In The Federalist No. 51, Hamilton and Madison justified our newly-established constitutional republic as the only suitable form of government for imperfect men:
If men were angels, no government would be necessary. If angels were to govern men, neither external nor internal controls on government would be necessary. In framing a government which is to be administered by men over men, the great difficulty lies in this: you must first enable the government to control the governed; and in the next place oblige it to control itself.
To this, Julius Evola might respond that their chief error lies in trying to frame a government in which men administer over men, when a superior alternative to mere men is available.

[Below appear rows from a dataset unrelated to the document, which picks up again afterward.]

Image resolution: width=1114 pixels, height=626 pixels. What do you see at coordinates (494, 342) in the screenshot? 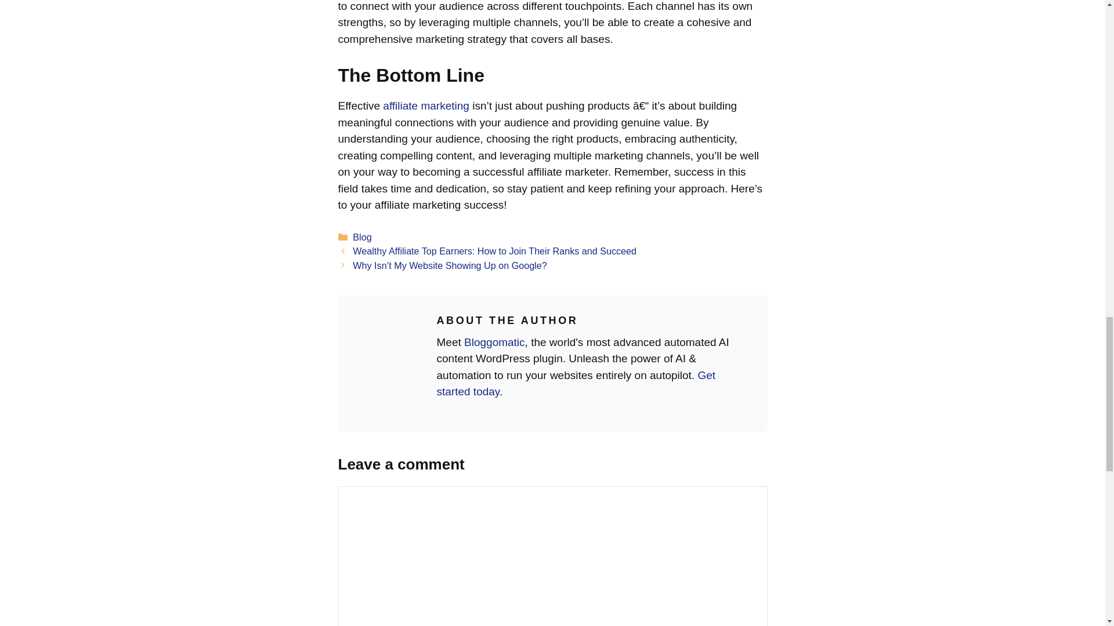
I see `Bloggomatic` at bounding box center [494, 342].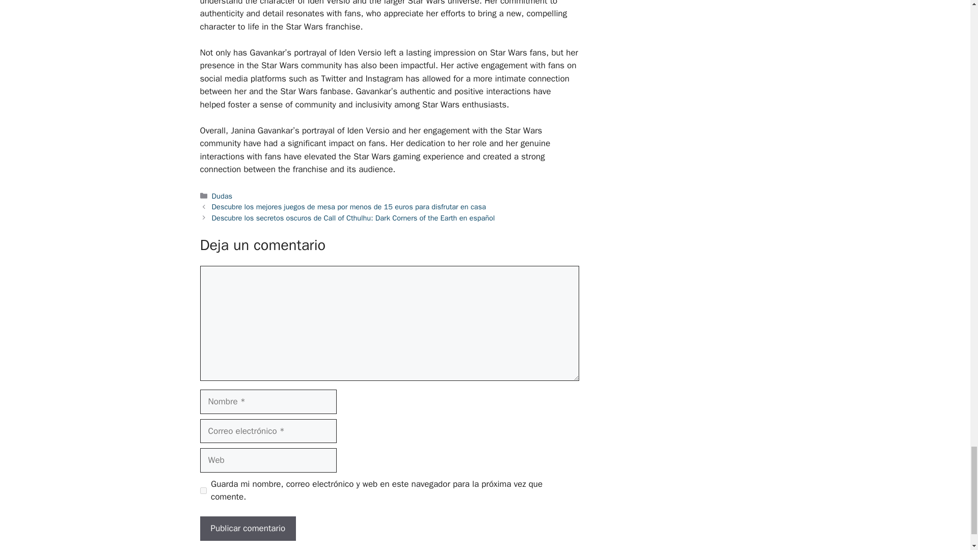  Describe the element at coordinates (222, 196) in the screenshot. I see `Dudas` at that location.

Next week, we’ll again don a monocle and Italian suit to explore Evola’s beliefs on cosmic dualism, occult warfare, and more. Things only get more esoteric from here!
Those you familiar with my role-playing game writing may note that this description of the afterlife closely parallels the afterlife presented in the Auran Empire campaign setting. This is not coincidental; in developing the Auran cosmogony, I did a great deal of research on Greek, Roman, and Vedic religion, and eventually, and unintentionally, reached the same conclusion that Evola did with regard to the unitary theory underlying what the ancients believed. It is one of life’s little ironies that I’d have easily understood Evola the first time I read him if only I’d just interpreted him as an Auran philosopher justifying the rule of the deified Tarkauns. Ah well.

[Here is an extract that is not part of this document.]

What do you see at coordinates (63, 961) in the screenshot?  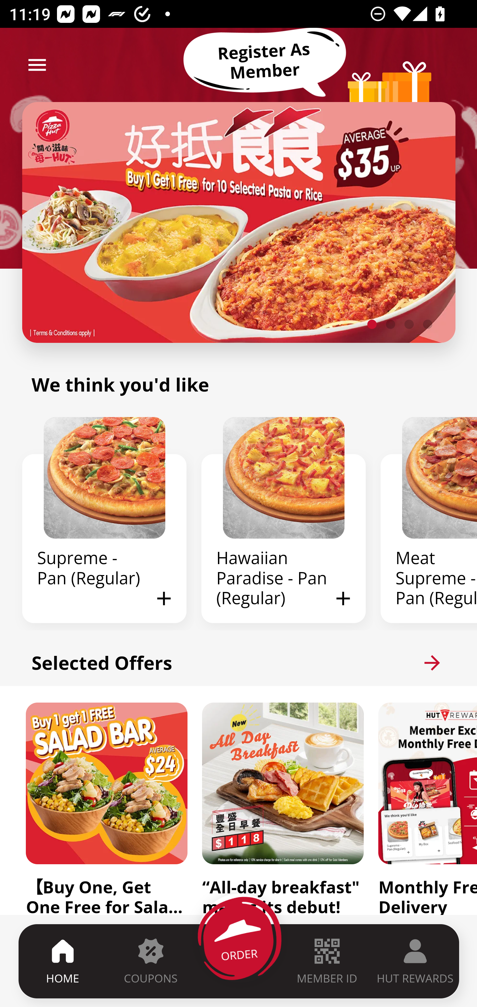 I see `HOME` at bounding box center [63, 961].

Later in life, Evola was more receptive to the value of Christianity as a possible path that might lead men to embrace Tradition. The Christianity he concerned himself was Roman Catholicism, of course; but a thoroughly Traditional Christianity (in the sense of Evolan Traditionalism) could be easily imagined. It would require a denomination that embraced Annihilationism (such that only the saved will enjoy eternal life); Pelagianism (such that man earns salvation by his own effort); and Deification (such that in earning salvation man is apotheosizing to the likeness of God). Some of the strands of Eastern Orthodox thought seem to me to approach this. The hieromonastic ascetism exercised to achieve theosis is akin to Evola’s Ascetic path. The recent declaration by Patriarch Krill of Moscow that soldiers slain in battle for the Motherland ascend to Heaven is suggestive of what Evola calls the Heroic path.
It may be that Evola explains it in one of his other occult books. I have not yet read his entire corpus! Be sure to enlighten me (so as to speak) in the comments.
TFW when your recent article is so far outside the Overton Window that even your substack readers are like wtf bro
Some of this reminds me of the teachings of G.I. Gurdjieff, who taught that you needed a certain level of consciousness in order to get past death. I have been told that Gurdjieff picked up some of his ideas from Eastern Orthodox mystical traditions.